A tale of crime and cooking

A glance around most bookshops would suggest what Elizabeth Farrelly's publishing friend says more bluntly: not much sells besides cookery and crime.

This had me wondering what lies behind the appeal of both, and if there's a connection between them. If there is, I think it might have something to do with the satisfaction of appetites. An appetite, on the one hand, for adventure, justice, revelation, restoration, above all, perhaps, for story; and on the other, not simply for food, but for creativity, community, husbandry, bounty. Perhaps they offer simpler satisfactions than the more intellectually challenging works that languish on the shelves, but the appetites they satisfy are not in themselves unhealthy or untoward.

Yet if these appetites are perennial, why do they drive the book market now in a way they haven't before? Perhaps because we live in an age of satisfaction. If the Rolling Stones couldn't get none, we can get plenty, usually at the swipe of a card or the click of a button. And if the Stones' idea of satisfaction was too lofty (which seems doubtful), ours is simple enough. In an age where our wealth lets us gratify our wishes more readily than ever, our wishes are more than ever commensurate to what money can buy.

That's the cynical view I suppose. We like crime novels and cookbooks because they meet most simply our simplest needs. The other view might be that our simplest needs tell us more about ourselves than our more complex needs. That if the alternative to crime and cooking is smudgy, plotless literary fiction that matters terribly in some way we don't quite understand, or literary non-fiction that rambles over wide terrain without arriving anywhere, then maybe crime and cooking offer more genuine assistance with our project of human being.

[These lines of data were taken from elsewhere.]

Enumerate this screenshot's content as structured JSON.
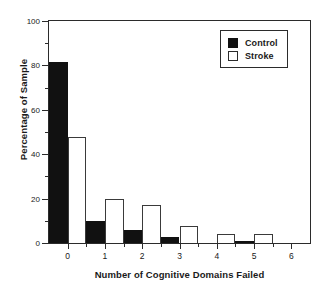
{
  "chart_data": {
    "type": "bar",
    "title": "",
    "xlabel": "Number of Cognitive Domains Failed",
    "ylabel": "Percentage of Sample",
    "categories": [
      "0",
      "1",
      "2",
      "3",
      "4",
      "5",
      "6"
    ],
    "series": [
      {
        "name": "Control",
        "values": [
          81.5,
          10.0,
          6.0,
          2.5,
          0.0,
          0.5,
          0.0
        ],
        "color": "#111111",
        "fill": "solid"
      },
      {
        "name": "Stroke",
        "values": [
          47.8,
          20.0,
          17.0,
          7.5,
          4.0,
          4.0,
          0.0
        ],
        "color": "#ffffff",
        "fill": "open"
      }
    ],
    "ylim": [
      0,
      100
    ],
    "xlim": [
      -0.5,
      6.5
    ],
    "y_ticks": [
      0,
      20,
      40,
      60,
      80,
      100
    ],
    "y_minor_ticks": [
      10,
      30,
      50,
      70,
      90
    ],
    "x_ticks": [
      0,
      1,
      2,
      3,
      4,
      5,
      6
    ],
    "x_minor_ticks": [
      0.5,
      1.5,
      2.5,
      3.5,
      4.5,
      5.5
    ],
    "grid": false,
    "legend_position": "top-right",
    "legend_entries": [
      "Control",
      "Stroke"
    ]
  },
  "legend": {
    "items": [
      {
        "label": "Control",
        "swatch": "filled-square-icon"
      },
      {
        "label": "Stroke",
        "swatch": "open-square-icon"
      }
    ]
  },
  "axes": {
    "y_tick_labels": [
      "0",
      "20",
      "40",
      "60",
      "80",
      "100"
    ],
    "x_tick_labels": [
      "0",
      "1",
      "2",
      "3",
      "4",
      "5",
      "6"
    ]
  }
}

To support such a view, Toni Morrison might be summoned. “For me, Art is the restoration of order. It may discuss all sorts of terrible things, but there must be satisfaction at the end. A little bit of hunger, but also satisfaction.”

Elementary

I’ve never really been into crime as a genre, but this year I’ve encountered and enjoyed quite a few criminal creations. The ABC’s Marple and Poirot series got me hooked (thanks iview!), and inspired me to read some Agatha Christie. I’ve also read two Peter Temple books: a far cry from Christie, but undoubtedly in the same tradition. All the contemporary crime shows and books have roots in crime’s progenitor, Arthur Conan Doyle, but stylistically and aesthetically, they’re very different. More on Peter Temple soon.

About Doyle, Chesterton, Christie, Sayers et al, there’s a decorum that now makes them seem sterile and contrived, and terribly innocent (not unlike the village of Midsomer). The detective always gets his man, and he always gets his cup of tea (or his opium pipe in Holmes’ case). The villains are frightfully easy to spot: if anyone has a limp, a pronounced Russian accent, and is called Boris, he’s almost bound to be your bloke - unless he's the good guy in a stupendous disguise. The clues are placed with precision for ease of retrieval in the unmasking scene, which invariably takes place in the drawing room, with everyone, conveniently including the murderer, present.

But even with all these now slightly daffy traits, there’s something satisfying about these plots, and in the richness of the worlds in which they unfold. There are also profound observations about human nature. It’s these which make the stories more than puzzles. And it’s these which I suspect constitute the enduring appeal of crime fiction. At their core is a hunt, bloody and athletic, for truth. There’s a primordial regard for justice, an elementary acknowledgment of sin that will not tolerate ambiguities. While crime is mired in the cultural ‘lowness’ of genre fiction, it yet provides a moral certainty that ‘high’ art often fails to provide, something on which the human spirit can feed. While the body count may be horrifically high, so too are the stakes – each death has its echo in the moral universe; each body counts.